### DATA SUPPLIED
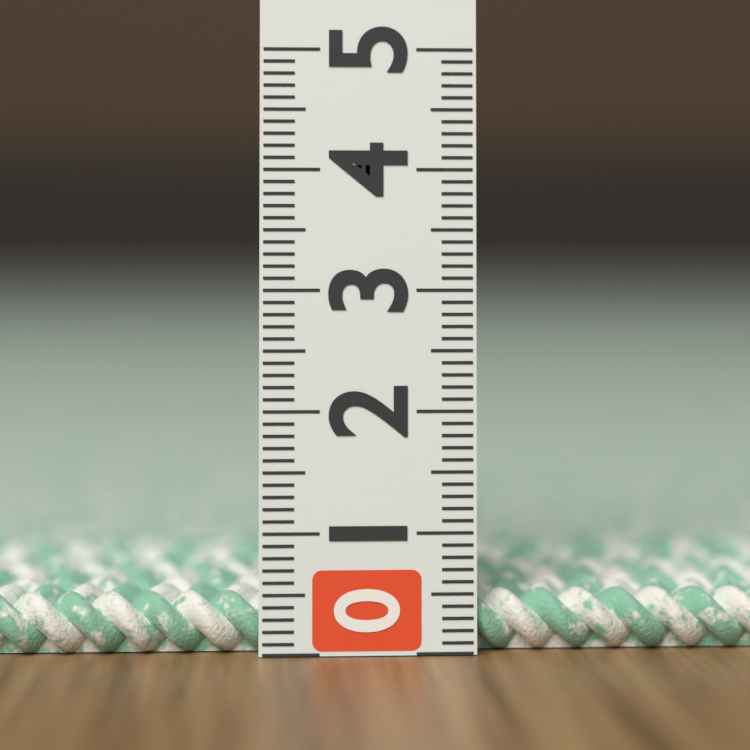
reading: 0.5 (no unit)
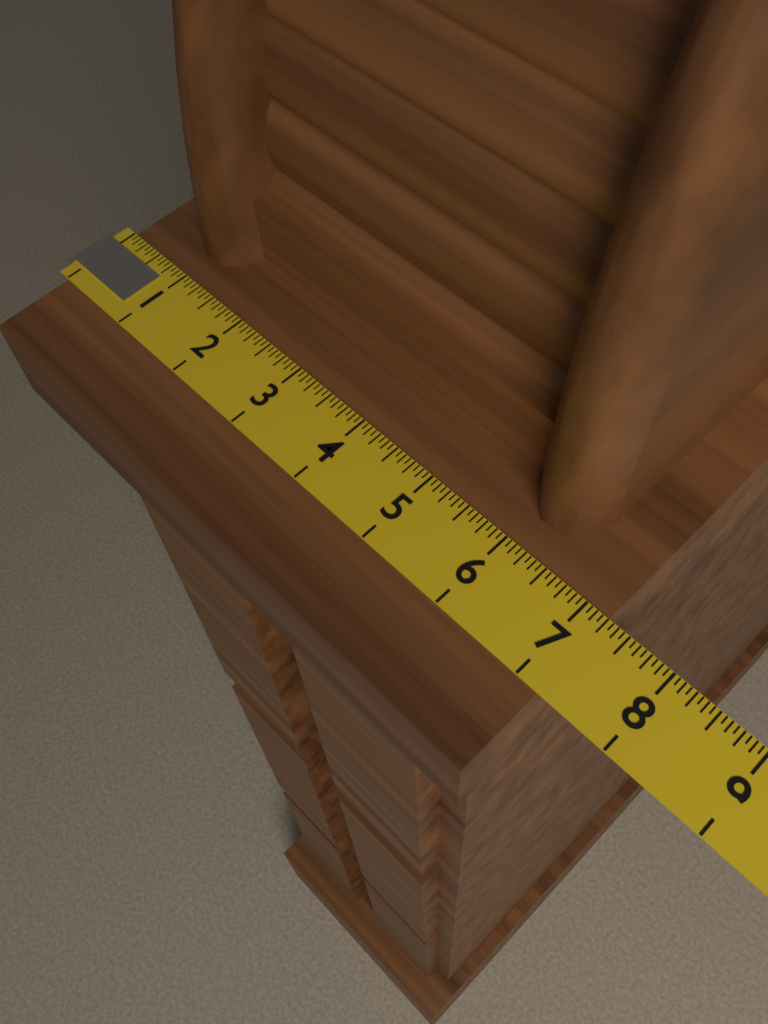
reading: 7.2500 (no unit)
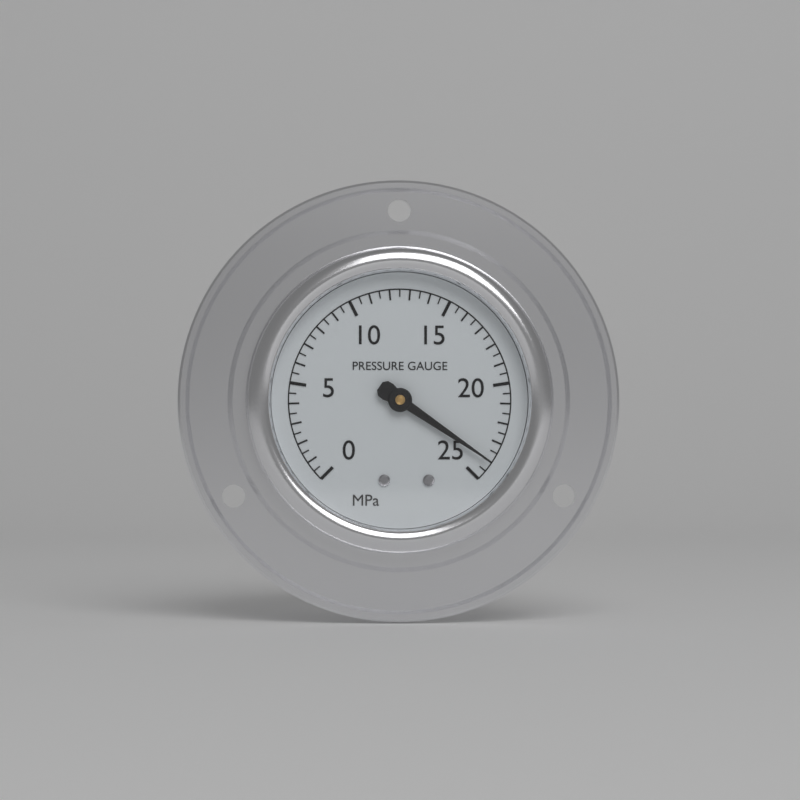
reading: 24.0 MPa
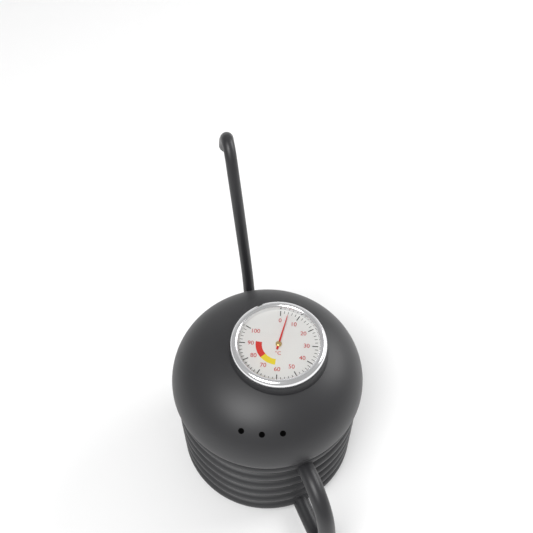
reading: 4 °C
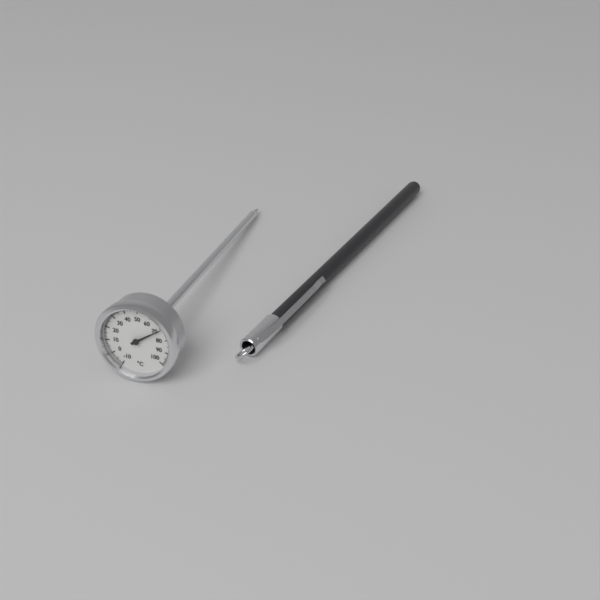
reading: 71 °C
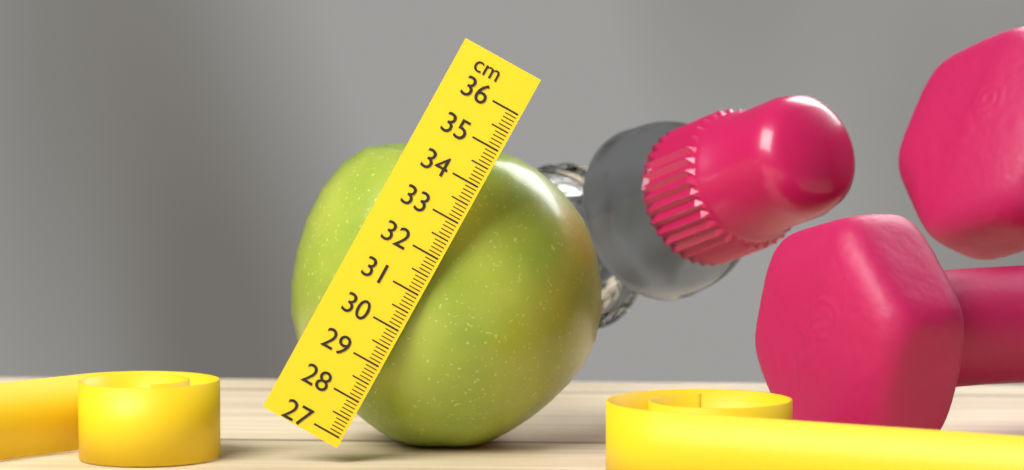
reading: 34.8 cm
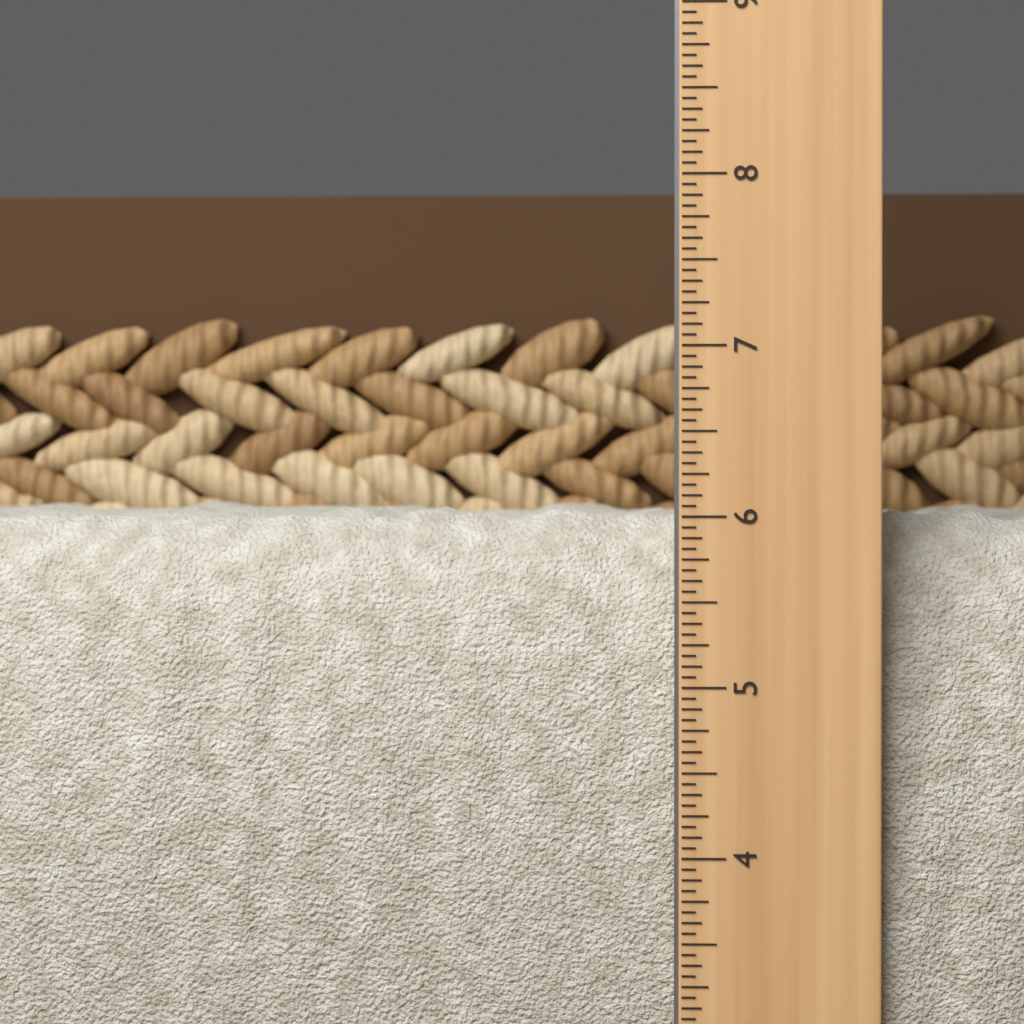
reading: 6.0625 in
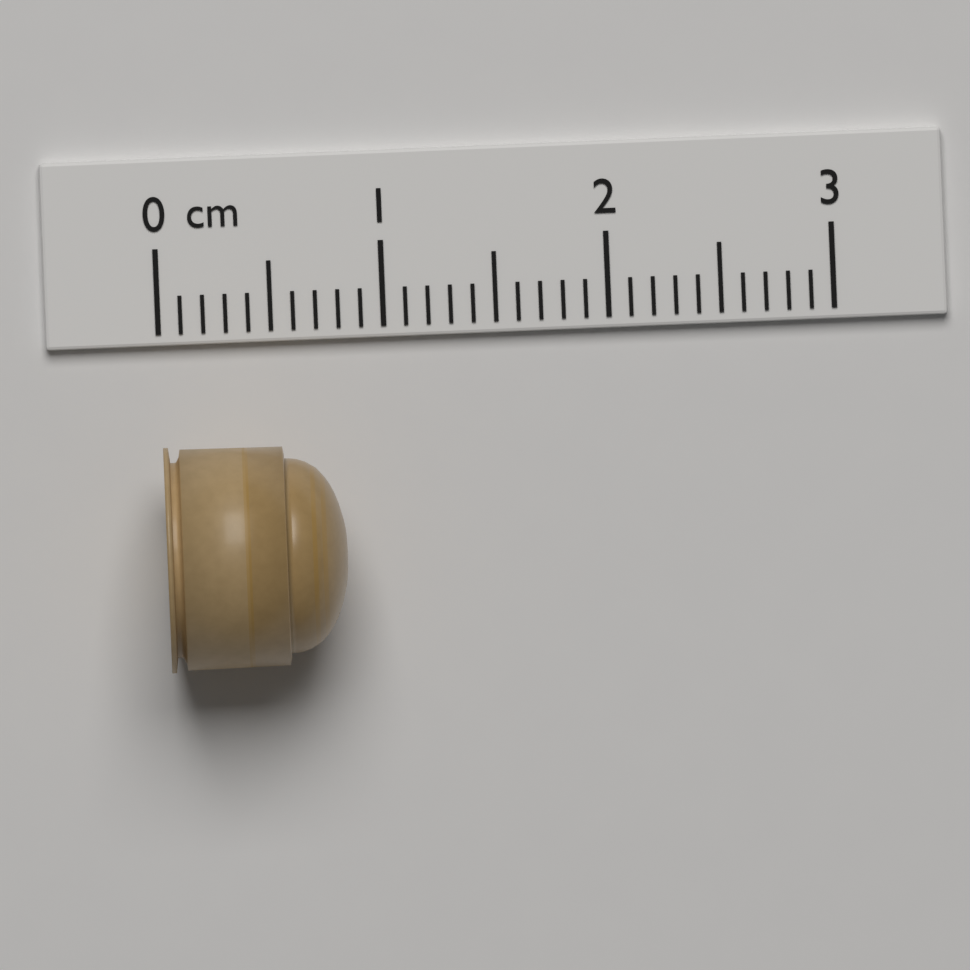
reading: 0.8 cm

### PROMPT
Output each entry exactly. Skip the pictures.

### WRITTEN SOLUTION
reading: 0.5 (no unit)
reading: 7.2500 (no unit)
reading: 24.0 MPa
reading: 4 °C
reading: 71 °C
reading: 34.8 cm
reading: 6.0625 in
reading: 0.8 cm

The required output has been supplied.